Sunday Mail Reporter
Treasury must disburse adequate funding for the broadcasting digital migration project to improve information dissemination in marginalised communities and help preserve Zimbabwe’s cultural values, a Cabinet Minister has said.
The Zimbabwe Digitisation Programme is geared towards migrating the country’s broadcasting services from analogue to digital.
Speaking during Parliament’s 2023 Pre-Budget Seminar in Harare yesterday, Information, Publicity and Broadcasting Services Minister Monica Mutsvangwa said the digitisation programme was being bogged down by inadequate funding.
“When we talk about the 2023 Budget envelope, the ministry was allocated a budget ceiling of $5,3 billion against a bid of $73,4 billion, resulting in a gap of $68 billion,” said Minister Mutsvangwa.
“The $5,5 billion is supposed to cater for the ministry’s operations and yet it is creating a deficit of 93 percent. Our ambition as a ministry is to complete the digitisation project in three years, but given the budgetary support of $1,5 billion against the $23,6 billion required for that project, we will only be able to purchase one transmitter.”

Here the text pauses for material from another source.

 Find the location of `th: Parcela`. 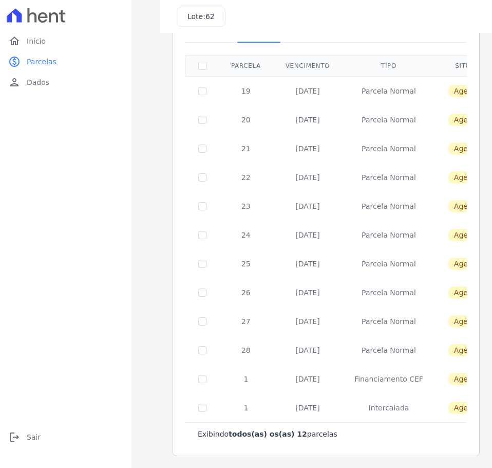

th: Parcela is located at coordinates (246, 65).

While the Ministry of Information is expected to complete digital migration of broadcasting services by 2025, she said, it would take more than 30 years to complete the project at current funding levels.
“This means that we will have communities in our countries that will not be covered by transmission and being denied access to information,” she added.
“We are also going against the good tenets of universal access to information and ensuring access to information of marginalised communities.”
Minister Mutsvangwa said failure to adequately fund the project, which is already seven years behind schedule, was against President Mnangagwa’s mantra of leaving no one and no place behind.
“While we established 18 transmitters, those are fully complete and digitised, we know that our citizens are not fully benefiting from them because they need set-top boxes to access television, and we are saying 18 transmitters have been fully digitised and fully paid for,” she said.
“What we need are the set-top boxes so that people can start benefiting fully from the dividends of what Government has invested in.
“The project is far behind and needs to be expedited, as a slow approach will result in technology changing before finalisation. Skills in this area are very mobile globally and slow pace of implementation may result in the project losing critical skills.”